Are the iPad print ads sexist?For all the fanfare, the iPad certainly has had a bit of a rough launch -- first, there were giggles surrounding its incredibly ill-conceived name, and now some detractors are suggesting that its ad campaign is sexist.

Avi and Michal Schick, a Brooklyn couple with five children, found themselves wondering if the iPad performs differently for boys than girls -- after all, in all of the iPad's print advertisements, men are shown reading The New York Times, Ted Kennedy's memoir and The Wall Street Journal, while women are looking at pictures (because we can't read?) or a Nicholas Sparks novel (because we can't read?). Are digital scrapbooking and crappy literature the sole domain of women?

It's disappointing, because, in the past, Apple has been known for its imaginative and innovative advertisements. (We particularly loved Jeff Goldblum sputtering about how great email is and those kooky silhouette people dancing to their iPods.) But "imaginative" and "innovative" aren't really words we would generally associate with Nicholas Sparks, whose work is such predictable and stereotypical girl-bait, we can't even think of anything that matches it.

Besides, peddling hackneyed gender stereotypes that belong back in an age when it was believed men were from Mars and women from, well, never mind -- certainly doesn't make the iPad look like a product of the future.

While it may seem kind of a small thing to freak out over, suggesting that women can best use the iPad to read "The Last Song" is only slightly less offensive than if it were displaying brownie recipes and Cathy comics.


- [Directions]: Filter these records by the string "Price", copying each line that holds it.

Source data Start Marker

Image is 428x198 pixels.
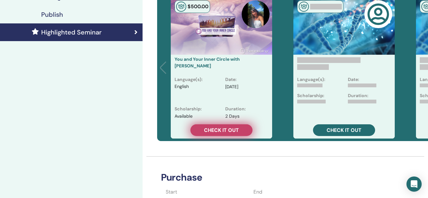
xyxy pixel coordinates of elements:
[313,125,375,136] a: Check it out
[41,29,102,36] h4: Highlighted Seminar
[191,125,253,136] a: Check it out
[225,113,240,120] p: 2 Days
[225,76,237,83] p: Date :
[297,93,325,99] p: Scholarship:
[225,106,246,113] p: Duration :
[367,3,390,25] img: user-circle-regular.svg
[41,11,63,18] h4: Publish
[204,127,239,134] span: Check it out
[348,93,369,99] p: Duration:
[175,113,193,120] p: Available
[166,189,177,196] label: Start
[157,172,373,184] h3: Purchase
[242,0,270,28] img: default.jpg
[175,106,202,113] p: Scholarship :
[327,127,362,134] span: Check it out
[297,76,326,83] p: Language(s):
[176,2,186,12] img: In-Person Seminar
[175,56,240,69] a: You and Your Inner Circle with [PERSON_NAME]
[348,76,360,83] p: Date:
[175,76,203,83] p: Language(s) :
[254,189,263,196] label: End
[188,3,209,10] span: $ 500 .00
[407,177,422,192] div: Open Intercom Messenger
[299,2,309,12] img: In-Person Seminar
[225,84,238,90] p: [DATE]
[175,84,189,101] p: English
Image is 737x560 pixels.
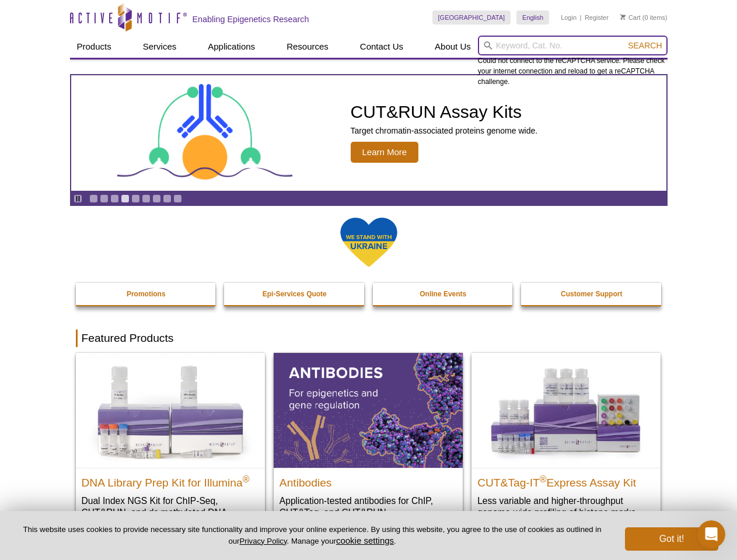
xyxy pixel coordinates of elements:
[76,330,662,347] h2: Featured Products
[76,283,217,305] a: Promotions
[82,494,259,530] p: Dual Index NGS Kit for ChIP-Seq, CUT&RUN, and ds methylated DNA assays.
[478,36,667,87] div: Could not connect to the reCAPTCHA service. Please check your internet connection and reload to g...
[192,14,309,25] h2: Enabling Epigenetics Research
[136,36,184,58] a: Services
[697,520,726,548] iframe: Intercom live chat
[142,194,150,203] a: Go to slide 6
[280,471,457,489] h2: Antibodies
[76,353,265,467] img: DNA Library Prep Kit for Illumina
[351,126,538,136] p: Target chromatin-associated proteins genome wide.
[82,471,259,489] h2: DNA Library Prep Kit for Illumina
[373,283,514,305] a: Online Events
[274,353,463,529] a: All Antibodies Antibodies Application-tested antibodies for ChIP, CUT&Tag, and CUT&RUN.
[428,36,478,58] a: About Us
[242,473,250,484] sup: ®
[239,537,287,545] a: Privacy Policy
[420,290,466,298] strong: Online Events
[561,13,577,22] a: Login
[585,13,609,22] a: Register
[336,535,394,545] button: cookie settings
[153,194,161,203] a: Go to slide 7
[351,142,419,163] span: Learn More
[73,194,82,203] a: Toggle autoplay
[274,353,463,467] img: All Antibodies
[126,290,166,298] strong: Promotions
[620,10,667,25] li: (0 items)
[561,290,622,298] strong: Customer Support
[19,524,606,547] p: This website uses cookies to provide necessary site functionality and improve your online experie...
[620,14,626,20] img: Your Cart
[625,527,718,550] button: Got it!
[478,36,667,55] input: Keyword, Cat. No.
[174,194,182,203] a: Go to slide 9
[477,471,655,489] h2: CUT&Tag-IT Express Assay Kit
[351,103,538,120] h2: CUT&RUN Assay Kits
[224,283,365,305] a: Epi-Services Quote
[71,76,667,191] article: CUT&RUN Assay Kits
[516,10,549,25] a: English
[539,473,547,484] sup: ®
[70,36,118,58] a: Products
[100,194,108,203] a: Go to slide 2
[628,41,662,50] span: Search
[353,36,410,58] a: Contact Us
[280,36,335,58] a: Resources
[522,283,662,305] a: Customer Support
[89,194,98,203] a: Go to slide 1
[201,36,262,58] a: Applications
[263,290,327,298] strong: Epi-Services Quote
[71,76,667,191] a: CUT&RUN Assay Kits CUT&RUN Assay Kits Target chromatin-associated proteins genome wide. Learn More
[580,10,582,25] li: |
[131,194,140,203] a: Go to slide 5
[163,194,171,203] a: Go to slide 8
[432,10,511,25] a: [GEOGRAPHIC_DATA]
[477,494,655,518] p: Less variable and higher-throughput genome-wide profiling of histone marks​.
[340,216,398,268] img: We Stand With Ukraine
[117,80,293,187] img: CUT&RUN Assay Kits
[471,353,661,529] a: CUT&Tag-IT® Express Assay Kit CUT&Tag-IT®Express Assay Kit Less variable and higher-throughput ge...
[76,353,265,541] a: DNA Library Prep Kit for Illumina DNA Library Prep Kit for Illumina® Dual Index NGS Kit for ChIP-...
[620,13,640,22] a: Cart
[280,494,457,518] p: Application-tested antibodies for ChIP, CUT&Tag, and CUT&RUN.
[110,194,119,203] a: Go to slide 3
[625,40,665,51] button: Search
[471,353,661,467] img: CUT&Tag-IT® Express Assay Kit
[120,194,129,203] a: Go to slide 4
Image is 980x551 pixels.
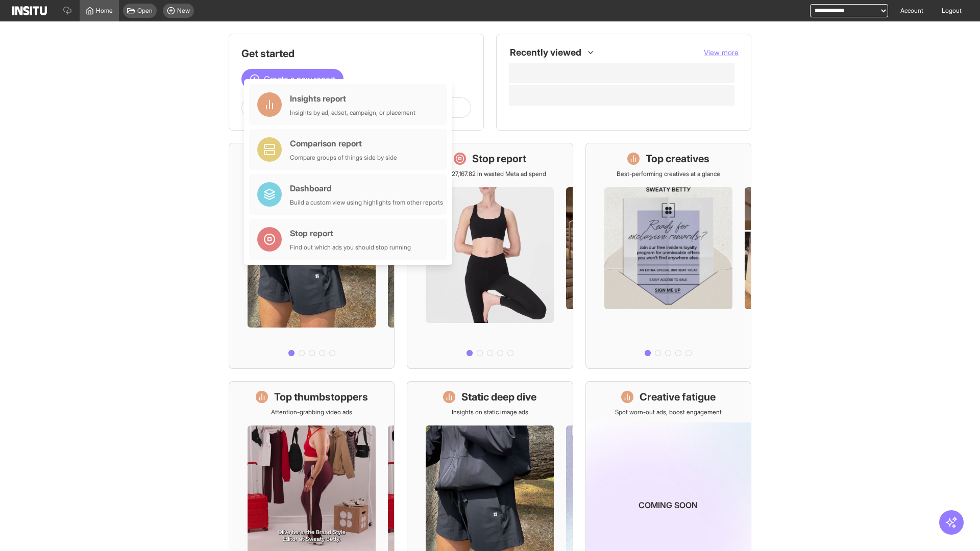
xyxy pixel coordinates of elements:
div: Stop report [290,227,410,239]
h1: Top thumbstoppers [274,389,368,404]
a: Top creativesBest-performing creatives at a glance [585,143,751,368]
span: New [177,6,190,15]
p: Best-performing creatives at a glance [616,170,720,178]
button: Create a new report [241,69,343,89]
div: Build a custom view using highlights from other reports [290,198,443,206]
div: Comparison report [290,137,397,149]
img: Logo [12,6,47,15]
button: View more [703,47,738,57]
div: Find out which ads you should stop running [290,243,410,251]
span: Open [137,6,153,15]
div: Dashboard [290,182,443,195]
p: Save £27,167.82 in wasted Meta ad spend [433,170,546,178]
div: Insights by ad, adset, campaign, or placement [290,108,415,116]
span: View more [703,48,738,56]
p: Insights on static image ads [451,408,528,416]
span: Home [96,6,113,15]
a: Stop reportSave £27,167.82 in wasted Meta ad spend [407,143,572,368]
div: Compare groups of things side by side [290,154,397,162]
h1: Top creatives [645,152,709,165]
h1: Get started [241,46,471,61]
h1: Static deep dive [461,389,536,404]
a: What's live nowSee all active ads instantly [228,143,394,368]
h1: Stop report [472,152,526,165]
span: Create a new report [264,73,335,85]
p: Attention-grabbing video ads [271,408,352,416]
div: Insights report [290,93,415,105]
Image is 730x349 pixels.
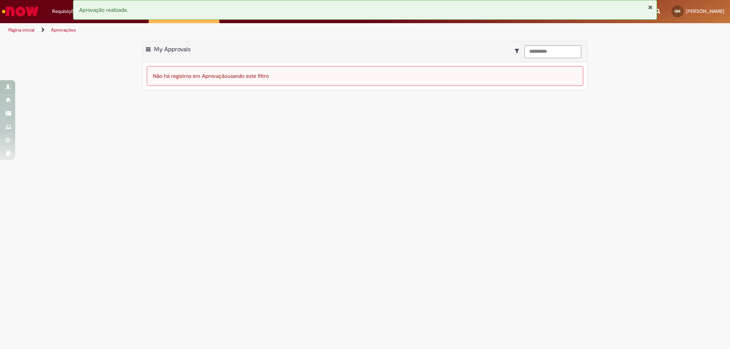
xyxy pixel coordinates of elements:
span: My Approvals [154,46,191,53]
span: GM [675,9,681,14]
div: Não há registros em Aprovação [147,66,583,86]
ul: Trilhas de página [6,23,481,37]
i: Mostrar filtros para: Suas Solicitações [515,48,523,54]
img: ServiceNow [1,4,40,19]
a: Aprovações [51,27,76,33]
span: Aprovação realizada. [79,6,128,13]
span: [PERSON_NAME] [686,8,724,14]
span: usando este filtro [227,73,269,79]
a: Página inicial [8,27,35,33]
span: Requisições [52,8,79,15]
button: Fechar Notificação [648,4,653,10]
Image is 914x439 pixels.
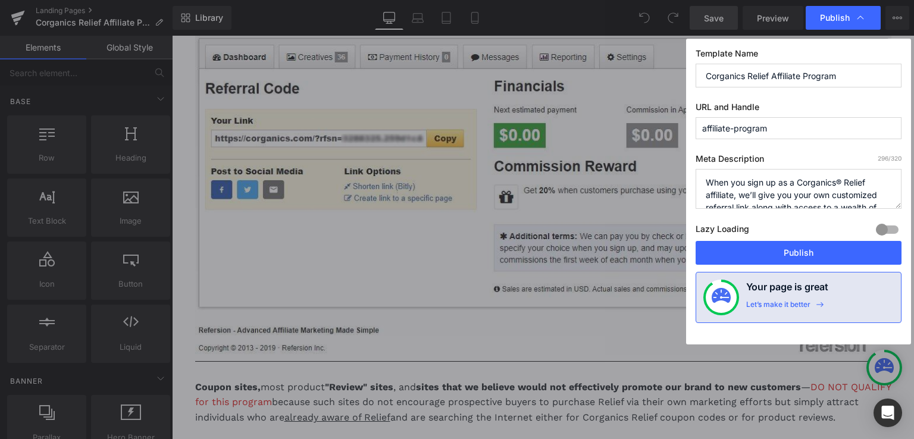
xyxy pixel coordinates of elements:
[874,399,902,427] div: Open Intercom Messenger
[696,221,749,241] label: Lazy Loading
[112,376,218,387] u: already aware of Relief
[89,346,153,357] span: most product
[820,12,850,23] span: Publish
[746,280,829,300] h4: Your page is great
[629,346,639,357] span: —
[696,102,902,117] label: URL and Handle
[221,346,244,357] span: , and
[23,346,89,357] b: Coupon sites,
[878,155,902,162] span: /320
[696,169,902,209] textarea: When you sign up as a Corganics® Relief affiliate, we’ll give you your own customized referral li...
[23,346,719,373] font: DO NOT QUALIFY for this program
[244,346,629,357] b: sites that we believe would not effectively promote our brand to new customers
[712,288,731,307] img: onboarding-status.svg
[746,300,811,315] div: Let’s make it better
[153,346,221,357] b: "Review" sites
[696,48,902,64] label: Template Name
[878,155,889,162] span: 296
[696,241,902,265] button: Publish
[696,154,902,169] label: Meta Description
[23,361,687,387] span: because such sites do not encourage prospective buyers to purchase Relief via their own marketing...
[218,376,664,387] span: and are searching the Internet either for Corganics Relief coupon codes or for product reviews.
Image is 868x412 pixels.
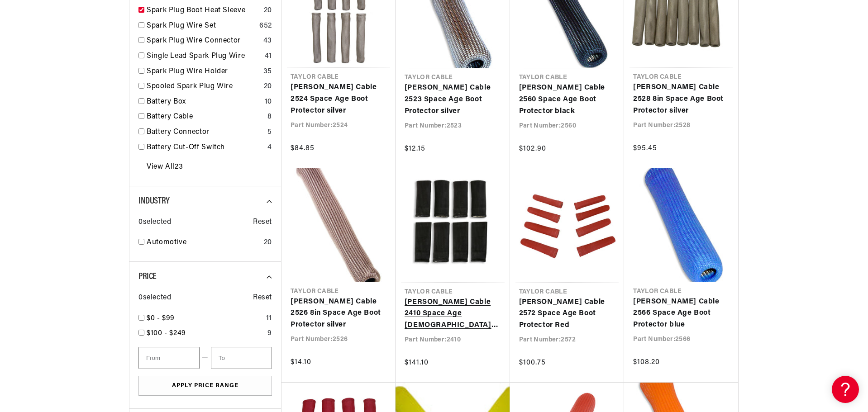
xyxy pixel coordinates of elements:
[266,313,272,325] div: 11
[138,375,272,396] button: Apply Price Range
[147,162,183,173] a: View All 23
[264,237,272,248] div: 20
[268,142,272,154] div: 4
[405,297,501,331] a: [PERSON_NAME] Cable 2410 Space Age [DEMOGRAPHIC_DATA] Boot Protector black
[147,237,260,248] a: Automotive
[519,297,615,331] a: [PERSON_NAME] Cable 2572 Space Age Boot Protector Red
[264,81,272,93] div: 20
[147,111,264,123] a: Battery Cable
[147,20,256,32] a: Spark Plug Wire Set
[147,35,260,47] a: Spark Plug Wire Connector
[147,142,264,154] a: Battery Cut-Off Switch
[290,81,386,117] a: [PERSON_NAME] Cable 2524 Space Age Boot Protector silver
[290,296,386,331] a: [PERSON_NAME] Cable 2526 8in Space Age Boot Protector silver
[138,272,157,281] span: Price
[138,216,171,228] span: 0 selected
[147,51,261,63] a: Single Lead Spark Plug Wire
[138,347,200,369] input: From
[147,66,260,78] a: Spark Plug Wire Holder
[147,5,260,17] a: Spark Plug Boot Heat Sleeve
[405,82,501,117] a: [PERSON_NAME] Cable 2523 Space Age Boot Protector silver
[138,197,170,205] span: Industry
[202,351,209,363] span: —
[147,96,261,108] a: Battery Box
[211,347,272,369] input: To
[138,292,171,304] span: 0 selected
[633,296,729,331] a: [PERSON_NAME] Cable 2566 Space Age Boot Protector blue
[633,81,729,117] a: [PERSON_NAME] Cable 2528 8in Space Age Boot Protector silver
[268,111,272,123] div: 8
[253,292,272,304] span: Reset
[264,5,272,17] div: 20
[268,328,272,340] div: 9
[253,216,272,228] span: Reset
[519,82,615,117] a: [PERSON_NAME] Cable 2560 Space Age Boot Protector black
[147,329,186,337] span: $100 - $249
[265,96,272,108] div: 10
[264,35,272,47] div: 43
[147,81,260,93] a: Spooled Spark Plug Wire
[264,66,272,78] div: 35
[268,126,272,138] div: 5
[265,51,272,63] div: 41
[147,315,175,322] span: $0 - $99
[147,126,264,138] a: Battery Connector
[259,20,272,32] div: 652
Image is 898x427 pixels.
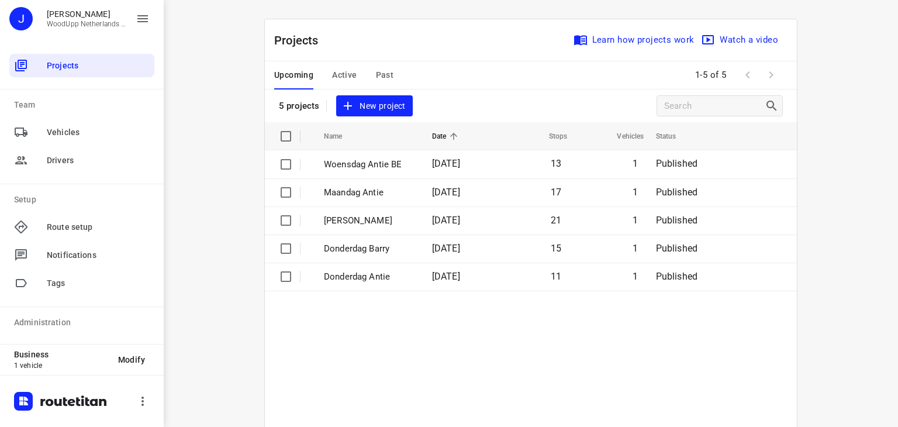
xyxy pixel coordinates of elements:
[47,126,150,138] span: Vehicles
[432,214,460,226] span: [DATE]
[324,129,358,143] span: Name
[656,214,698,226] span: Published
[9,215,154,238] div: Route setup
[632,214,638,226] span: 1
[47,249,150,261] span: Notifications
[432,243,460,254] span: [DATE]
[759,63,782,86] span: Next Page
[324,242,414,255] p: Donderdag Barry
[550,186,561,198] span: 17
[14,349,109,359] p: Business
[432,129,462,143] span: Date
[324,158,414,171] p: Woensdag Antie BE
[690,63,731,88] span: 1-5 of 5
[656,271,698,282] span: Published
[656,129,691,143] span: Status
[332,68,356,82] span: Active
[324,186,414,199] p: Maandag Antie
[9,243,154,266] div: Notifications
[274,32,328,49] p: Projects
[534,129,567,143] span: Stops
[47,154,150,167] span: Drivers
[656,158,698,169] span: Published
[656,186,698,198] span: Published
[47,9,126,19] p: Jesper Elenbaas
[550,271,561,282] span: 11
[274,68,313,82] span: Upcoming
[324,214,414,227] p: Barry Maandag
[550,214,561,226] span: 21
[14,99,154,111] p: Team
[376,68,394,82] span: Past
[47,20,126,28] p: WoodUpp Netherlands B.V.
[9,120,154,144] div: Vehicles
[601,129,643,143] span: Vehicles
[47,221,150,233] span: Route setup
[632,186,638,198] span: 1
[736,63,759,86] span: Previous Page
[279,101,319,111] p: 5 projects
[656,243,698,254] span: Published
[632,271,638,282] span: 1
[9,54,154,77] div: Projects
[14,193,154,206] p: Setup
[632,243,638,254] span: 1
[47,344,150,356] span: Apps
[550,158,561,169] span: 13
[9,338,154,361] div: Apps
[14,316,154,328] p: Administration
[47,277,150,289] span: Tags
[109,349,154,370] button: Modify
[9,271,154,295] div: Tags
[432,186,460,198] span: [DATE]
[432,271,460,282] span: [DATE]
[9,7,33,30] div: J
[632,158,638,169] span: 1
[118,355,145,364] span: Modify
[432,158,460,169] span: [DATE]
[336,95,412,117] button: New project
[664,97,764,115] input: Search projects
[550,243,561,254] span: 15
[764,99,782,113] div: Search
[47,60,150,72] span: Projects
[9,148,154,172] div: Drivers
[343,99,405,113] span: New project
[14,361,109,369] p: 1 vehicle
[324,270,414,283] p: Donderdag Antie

Source data End Marker

- [Exercise answer]:
[138,375,272,396] button: Apply Price Range
[138,272,157,281] span: Price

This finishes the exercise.